H.B. 5232 An Act Concerning a Minimum Base Rate for Methadone Maintenance Treatment

Home H.B. 5232 An Act Concerning a Minimum Base Rate for Methadone Maintenance Treatment

DATE:    February 25, 2020
TO:         Human Services Committee
FROM:  Ben Shaiken, Manager of Advocacy & Public Policy, The Alliance

RE:         H.B. 5232 An Act Concerning a Minimum Base Rate for Methadone Maintenance Treatment and S.B. 193 An Act Concerning Methadone Maintenance

Good evening Senator Moore, Representative Abercrombie, Senator Logan, Representative Case and members of the Human Services Committee.

My name is Ben Shaiken, Manager of Advocacy & Public Policy at the CT Community Nonprofit Alliance (The Alliance). The Alliance is the statewide association of community nonprofits.  Community nonprofits provide essential services in every city and town in Connecticut, serving half a million people in need and employing 117,000 people across the State. They are an important part of what makes Connecticut a great place to live and work and an important piece of our economy.

Thank you for the opportunity to provide testimony today on two bills:

  1. In support of H.B. 5232 An Act Concerning a Minimum Base Rate for Methadone Maintenance
  2. With concerns regarding S.B. 193 An Act Concerning Methadone Maintenance.
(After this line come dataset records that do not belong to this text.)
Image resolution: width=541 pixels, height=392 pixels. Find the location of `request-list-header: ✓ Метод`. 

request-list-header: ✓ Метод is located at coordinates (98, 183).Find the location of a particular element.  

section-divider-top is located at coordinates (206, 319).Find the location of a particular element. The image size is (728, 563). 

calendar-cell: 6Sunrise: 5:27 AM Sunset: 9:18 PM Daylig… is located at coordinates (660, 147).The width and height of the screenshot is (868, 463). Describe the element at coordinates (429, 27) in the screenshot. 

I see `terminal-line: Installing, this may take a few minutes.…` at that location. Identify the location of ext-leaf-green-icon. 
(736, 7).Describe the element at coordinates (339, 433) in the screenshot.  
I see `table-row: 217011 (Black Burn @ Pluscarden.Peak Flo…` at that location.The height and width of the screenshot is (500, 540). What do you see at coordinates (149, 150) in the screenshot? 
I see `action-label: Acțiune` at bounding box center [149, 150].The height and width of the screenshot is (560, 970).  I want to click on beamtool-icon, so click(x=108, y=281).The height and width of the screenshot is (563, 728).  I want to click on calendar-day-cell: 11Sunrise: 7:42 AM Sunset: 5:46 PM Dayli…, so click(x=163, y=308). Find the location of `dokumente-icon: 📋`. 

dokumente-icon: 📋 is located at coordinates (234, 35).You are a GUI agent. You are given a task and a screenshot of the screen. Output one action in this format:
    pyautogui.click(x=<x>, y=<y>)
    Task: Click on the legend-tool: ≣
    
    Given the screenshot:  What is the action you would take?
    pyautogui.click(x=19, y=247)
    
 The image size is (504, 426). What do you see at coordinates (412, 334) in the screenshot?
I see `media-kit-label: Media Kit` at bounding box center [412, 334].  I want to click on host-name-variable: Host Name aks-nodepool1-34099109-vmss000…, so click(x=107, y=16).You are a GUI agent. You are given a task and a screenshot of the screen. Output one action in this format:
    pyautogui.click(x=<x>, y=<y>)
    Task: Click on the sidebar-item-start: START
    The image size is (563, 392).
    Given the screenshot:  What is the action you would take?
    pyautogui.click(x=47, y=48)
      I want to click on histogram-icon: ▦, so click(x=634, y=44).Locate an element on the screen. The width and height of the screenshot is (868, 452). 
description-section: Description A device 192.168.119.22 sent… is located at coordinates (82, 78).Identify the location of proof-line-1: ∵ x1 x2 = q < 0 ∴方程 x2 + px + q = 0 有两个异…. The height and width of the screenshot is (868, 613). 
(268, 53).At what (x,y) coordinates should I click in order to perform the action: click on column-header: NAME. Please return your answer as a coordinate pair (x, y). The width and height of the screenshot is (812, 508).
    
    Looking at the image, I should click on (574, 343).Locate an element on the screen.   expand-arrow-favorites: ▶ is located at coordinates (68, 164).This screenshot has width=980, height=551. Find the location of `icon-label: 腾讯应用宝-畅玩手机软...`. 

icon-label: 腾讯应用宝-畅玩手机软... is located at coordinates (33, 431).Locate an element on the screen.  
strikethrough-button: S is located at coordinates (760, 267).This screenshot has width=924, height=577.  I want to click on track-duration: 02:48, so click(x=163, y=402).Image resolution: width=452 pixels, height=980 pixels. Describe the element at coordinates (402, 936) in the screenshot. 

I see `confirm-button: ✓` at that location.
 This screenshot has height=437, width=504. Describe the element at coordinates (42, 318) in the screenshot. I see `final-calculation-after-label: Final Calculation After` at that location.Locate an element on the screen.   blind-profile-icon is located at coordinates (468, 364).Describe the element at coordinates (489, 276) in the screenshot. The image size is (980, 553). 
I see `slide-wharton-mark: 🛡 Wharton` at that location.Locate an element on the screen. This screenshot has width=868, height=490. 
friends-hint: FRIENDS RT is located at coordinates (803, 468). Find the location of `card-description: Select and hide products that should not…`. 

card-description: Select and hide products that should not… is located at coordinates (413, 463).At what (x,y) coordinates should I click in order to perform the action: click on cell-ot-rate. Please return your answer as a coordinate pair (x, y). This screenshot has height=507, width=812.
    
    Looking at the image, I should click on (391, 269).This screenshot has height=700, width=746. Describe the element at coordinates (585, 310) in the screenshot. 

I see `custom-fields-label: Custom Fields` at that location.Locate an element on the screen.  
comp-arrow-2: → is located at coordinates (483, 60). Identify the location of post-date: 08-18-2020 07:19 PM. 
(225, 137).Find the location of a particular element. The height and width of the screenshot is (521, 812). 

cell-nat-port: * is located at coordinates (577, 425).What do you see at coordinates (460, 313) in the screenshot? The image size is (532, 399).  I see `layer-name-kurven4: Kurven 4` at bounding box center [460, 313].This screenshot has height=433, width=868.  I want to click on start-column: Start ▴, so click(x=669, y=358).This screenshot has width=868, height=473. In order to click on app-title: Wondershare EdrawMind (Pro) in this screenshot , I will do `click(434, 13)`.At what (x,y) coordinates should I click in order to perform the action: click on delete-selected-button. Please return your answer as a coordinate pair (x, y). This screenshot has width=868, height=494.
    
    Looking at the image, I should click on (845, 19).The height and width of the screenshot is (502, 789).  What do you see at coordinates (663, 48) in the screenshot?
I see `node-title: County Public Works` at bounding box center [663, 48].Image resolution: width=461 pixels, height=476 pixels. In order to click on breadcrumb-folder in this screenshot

H.B. 5232 An Act Concerning a Minimum Base Rate for Methadone Maintenance

Last year, the budget implementer included language directing DSS to create performance measures for Methadone providers. This language – which was never vetted though a public hearing process –set unrealistic deadlines for performance measures to be developed and go into effect. Ultimately, this language, currently in law, would penalize providers with rate cuts if the measures were not met. In July, Methadone providers immediately working with DSS with great concern, and after months of work, DSS has still not been able to meet any of these deadlines.

If the legislature does not pass H.B. 5232, lifesaving Methadone treatment would be the only service in the entire Medicaid program in which providers’ rates would be cut for not meeting performance metrics with no benefits for improving patient outcomes.

This is not only important to providers, but the people they serve who are struggling in the midst of an opioid crisis. Methadone is an FDA-approved medication used to treat Opioid Use Disorder. Connecticut’s Methadone clinics are contracted with the State and serve thousands of patients recovering from heroin and other opioid addiction. Of the FDA-approved medications to assist in treating opioid addiction, Methadone is the oldest and has been available since 1964. In study after study, Methadone is shown to reduce illicit opioid use and improve retention in opioid treatment. Simply put: Methadone and other FDA-approved Medication Assisted Treatments save lives every single day.

In the United States, methadone is heavily regulated by the federal and state government. It is offered only through specialized methadone treatment programs that provide psychosocial support as well as close patient monitoring. Most methadone recipients receive their medication daily at the methadone treatment facility. Some people also become eligible for take-home doses.

Please support H.B. 5232, which would repeal the problematic language in its entirety. Repealing the language, which is not being implemented, is the cleanest solution to the problem it has created.

S.B. 193 An Act Concerning Methadone Maintenance.

We appreciate the proposal in S.B. 193, which would establish a value-based payment system that includes financial incentives as well as “downside risk” for providers, and pushes deadlines out to the future. However, we still believe this language is too restrictive and worry that the deadlines it sets may not be correct as the work begins on a value-based reimbursement system.

DSS could work with providers to establish a value-based reimbursement system without the legislative authorization proposed in S.B. 193. Since the July, we have expressed our willingness to participate in designing such a system, so long as it is fair to providers and allows them to better serve people recovering from opioid addiction.

Given our willingness to work together, we ask you to support H.B. 5232 repealing the language. Thank you for your consideration.